WHAT IS EXPECTED: Once you have read the listing, output it exactly and completely.
--- TASK MATERIAL Enclosed Below ---
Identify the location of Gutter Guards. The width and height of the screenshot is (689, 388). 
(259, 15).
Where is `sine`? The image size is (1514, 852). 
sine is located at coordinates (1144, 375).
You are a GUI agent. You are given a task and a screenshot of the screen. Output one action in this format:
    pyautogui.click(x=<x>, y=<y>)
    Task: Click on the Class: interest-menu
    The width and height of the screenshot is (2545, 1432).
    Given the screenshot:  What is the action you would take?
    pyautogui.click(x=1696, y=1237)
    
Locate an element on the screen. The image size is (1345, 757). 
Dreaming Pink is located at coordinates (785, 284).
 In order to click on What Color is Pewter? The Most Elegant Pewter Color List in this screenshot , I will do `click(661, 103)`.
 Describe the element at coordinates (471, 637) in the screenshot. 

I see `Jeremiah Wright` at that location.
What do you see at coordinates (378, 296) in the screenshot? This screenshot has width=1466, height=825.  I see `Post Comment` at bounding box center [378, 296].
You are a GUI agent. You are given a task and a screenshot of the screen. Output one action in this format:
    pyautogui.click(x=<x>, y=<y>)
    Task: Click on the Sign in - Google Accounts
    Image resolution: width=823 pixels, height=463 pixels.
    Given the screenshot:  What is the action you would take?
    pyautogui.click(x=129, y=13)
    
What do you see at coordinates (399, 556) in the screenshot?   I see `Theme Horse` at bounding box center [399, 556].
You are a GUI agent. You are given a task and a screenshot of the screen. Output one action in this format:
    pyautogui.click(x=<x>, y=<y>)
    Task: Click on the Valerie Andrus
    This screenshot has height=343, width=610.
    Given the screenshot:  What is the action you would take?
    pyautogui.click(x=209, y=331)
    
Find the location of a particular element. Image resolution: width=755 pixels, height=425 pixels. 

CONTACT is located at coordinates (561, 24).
--- End of Enclosed TASK MATERIAL ---
REPLY TO THE EXERCISE:
Identify the location of Gutter Guards. The width and height of the screenshot is (689, 388). 
(259, 15).
Where is `sine`? The image size is (1514, 852). 
sine is located at coordinates (1144, 375).
You are a GUI agent. You are given a task and a screenshot of the screen. Output one action in this format:
    pyautogui.click(x=<x>, y=<y>)
    Task: Click on the Class: interest-menu
    The width and height of the screenshot is (2545, 1432).
    Given the screenshot:  What is the action you would take?
    pyautogui.click(x=1696, y=1237)
    
Locate an element on the screen. The image size is (1345, 757). 
Dreaming Pink is located at coordinates (785, 284).
 In order to click on What Color is Pewter? The Most Elegant Pewter Color List in this screenshot , I will do `click(661, 103)`.
 Describe the element at coordinates (471, 637) in the screenshot. 

I see `Jeremiah Wright` at that location.
What do you see at coordinates (378, 296) in the screenshot? This screenshot has width=1466, height=825.  I see `Post Comment` at bounding box center [378, 296].
You are a GUI agent. You are given a task and a screenshot of the screen. Output one action in this format:
    pyautogui.click(x=<x>, y=<y>)
    Task: Click on the Sign in - Google Accounts
    Image resolution: width=823 pixels, height=463 pixels.
    Given the screenshot:  What is the action you would take?
    pyautogui.click(x=129, y=13)
    
What do you see at coordinates (399, 556) in the screenshot?   I see `Theme Horse` at bounding box center [399, 556].
You are a GUI agent. You are given a task and a screenshot of the screen. Output one action in this format:
    pyautogui.click(x=<x>, y=<y>)
    Task: Click on the Valerie Andrus
    This screenshot has height=343, width=610.
    Given the screenshot:  What is the action you would take?
    pyautogui.click(x=209, y=331)
    
Find the location of a particular element. Image resolution: width=755 pixels, height=425 pixels. 

CONTACT is located at coordinates (561, 24).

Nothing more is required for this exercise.